Only the lines that include "will" should be copied from the data below.
Start of EXTRACTED INFORMATION
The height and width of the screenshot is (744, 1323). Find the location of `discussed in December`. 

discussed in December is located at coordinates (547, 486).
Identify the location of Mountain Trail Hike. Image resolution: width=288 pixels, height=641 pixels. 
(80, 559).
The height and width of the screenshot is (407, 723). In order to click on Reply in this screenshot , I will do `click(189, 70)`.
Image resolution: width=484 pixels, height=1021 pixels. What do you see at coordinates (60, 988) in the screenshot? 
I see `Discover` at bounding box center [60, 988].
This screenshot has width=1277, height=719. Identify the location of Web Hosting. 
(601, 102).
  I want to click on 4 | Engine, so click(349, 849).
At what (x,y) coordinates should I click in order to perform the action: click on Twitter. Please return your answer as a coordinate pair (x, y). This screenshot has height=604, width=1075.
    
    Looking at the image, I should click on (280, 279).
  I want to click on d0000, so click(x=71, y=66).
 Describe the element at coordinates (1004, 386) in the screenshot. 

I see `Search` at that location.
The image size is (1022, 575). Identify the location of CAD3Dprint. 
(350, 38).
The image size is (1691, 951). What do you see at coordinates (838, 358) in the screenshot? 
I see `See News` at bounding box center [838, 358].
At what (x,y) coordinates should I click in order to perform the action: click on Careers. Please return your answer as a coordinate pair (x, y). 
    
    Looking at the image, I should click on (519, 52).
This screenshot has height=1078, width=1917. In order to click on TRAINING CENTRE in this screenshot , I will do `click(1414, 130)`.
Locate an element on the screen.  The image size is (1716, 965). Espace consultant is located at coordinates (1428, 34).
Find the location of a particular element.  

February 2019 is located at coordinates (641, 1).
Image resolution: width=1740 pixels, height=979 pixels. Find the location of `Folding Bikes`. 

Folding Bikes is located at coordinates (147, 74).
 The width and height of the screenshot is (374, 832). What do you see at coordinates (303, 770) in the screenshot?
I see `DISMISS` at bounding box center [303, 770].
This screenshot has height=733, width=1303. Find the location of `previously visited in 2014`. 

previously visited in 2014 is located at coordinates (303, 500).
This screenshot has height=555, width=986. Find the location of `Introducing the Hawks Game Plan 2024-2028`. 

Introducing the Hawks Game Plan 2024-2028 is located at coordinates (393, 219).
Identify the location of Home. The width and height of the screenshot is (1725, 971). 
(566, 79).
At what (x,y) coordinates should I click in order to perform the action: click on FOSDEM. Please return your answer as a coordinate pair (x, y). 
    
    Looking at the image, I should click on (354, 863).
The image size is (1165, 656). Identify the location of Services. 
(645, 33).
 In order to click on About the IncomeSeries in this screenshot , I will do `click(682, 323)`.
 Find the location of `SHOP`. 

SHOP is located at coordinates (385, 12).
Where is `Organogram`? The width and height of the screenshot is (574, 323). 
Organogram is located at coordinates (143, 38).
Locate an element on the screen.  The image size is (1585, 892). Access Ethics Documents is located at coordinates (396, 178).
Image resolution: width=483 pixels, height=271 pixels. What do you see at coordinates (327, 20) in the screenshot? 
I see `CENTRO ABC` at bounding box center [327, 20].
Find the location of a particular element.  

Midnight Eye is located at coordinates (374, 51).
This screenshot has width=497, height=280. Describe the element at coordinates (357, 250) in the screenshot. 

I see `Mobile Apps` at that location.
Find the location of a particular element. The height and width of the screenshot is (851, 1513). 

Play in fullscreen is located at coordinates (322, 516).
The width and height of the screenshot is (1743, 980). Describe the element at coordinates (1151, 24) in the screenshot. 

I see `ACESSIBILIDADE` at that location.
End of EXTRACTED INFORMATION
**SOLUTION FOR THIS PROBLEM:**
The height and width of the screenshot is (407, 723). In order to click on Reply in this screenshot , I will do `click(189, 70)`.
This screenshot has height=1078, width=1917. In order to click on TRAINING CENTRE in this screenshot , I will do `click(1414, 130)`.
 In order to click on About the IncomeSeries in this screenshot , I will do `click(682, 323)`.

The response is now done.